What else could we do?
An alternative could be just ending with one Rapid Strike: capping it at two strikes. I think ditching Multiple Rapid Strike entirely is throwing the baby out with the bathwater. Swashbucklers should be able to attack lots of times per turn, both to cut down fodder and to batter down defences. What they shouldn't be able to do is cut down fodder, use their high Move to get to the more heavily armoured opponents, and slice them to ribbons before the knight or barbarian has achieved their first swing. Another alternative would be simply preventing swashbucklers from doing swing damage by removing the edged rapier family from the allowed weapons list. While I like the other fencing weapons, making swashbucklers not only suboptimal but near-useless against Homogenous enemies strikes me as punitive. Swing damage should be an option for a swashbuckler - they pay through the nose for it, after all - but one tool among many, not a 4lb lump hammer for every nail-looking monster in the book.
Conclusion
In short, restricting Rapid Strikes to thrust damage rather than full swings serves four purposes.
- It's very much in-genre; Zorro does Tip Slashes, not full-on chops, and little swishy slashes (or rapid jabs) are easier to picture in the theatre of the mind.
- It retains the large number of Rapid Strikes that characterise a swashbuckler and leaves swing damage as an option, while also encouraging more considered use of the weapon. The emphasis is once again returned to the swashbuckler's prowess in multiple, well-aimed strikes, rather than buzz-sawing through a heavy plate cuirass five times in the time it takes to say "en garde".
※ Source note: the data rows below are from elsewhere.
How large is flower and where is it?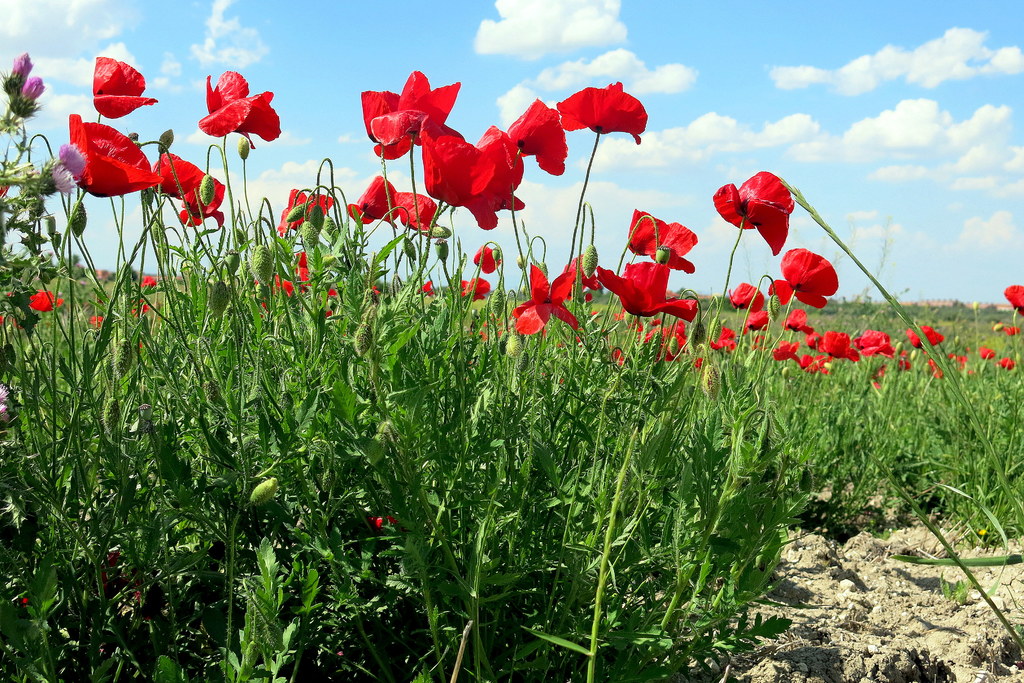
Bounding box: [374, 510, 395, 527].
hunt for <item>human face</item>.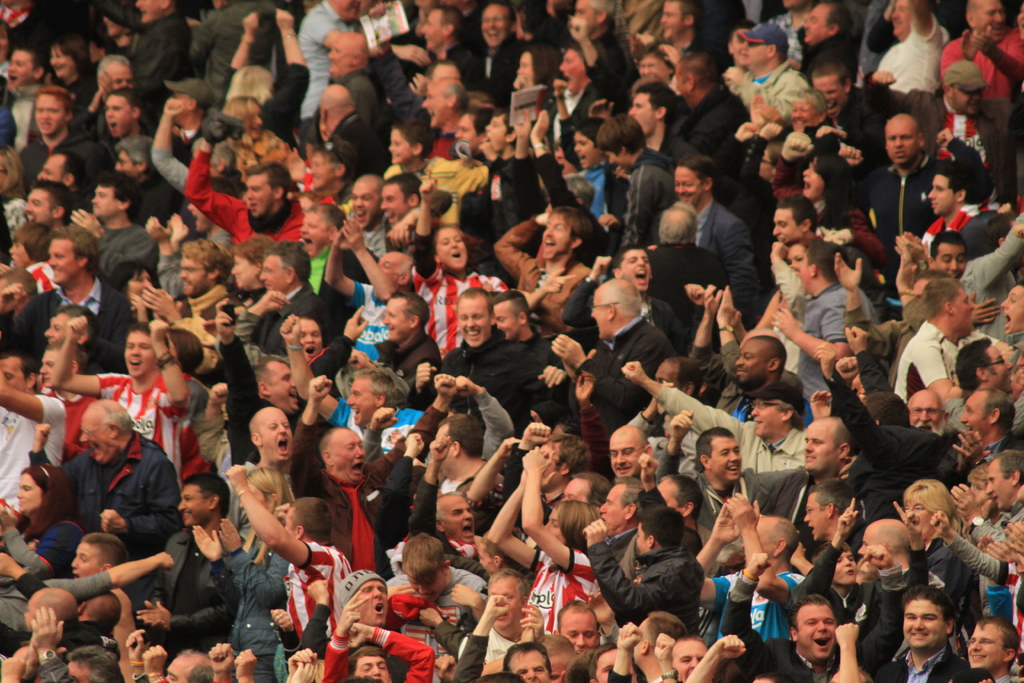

- It goes some way to reducing the have/have not split of Weapon Master. The Weapon Master swashbuckler in the example above goes down to doing 1d+1, average 5, x5, x0.75 = 18.75 cut per round - still better than the barbarian against unarmoured foes, and much better at deleting fodder, but quickly coming up against a barrier when the big boys in plate show up.
- It helps slow down character scaling. An ST 13 swashbuckler swinging for 2d-1 is only 40 points - or 20, with Striking ST - from swinging for 3d-1, and that extra die brings with it an extra +2, which also benefits from the damage multiplier that is attacking so many times a turn. The same WM swashbuckler goes up to averaging 15 per strike, increasing DPS to 56 cut! Making the Rapid Strike damage thrust-based means the same swashbuckler needs to hit ST 19 to increase that per-die bonus.
*Heck, I wouldn't touch Extreme Dismemberment with a ten-foot bargepole, even as written. Who cares that I dealt 3 points of injury to the other arm - your arm's off! It's in the same category of rules as Black Powder Guns from Tactical Shooting, p16 - if this lengthy sequence of unlikely events occurs, you have a miniscule chance of achieving something entirely inconsequential.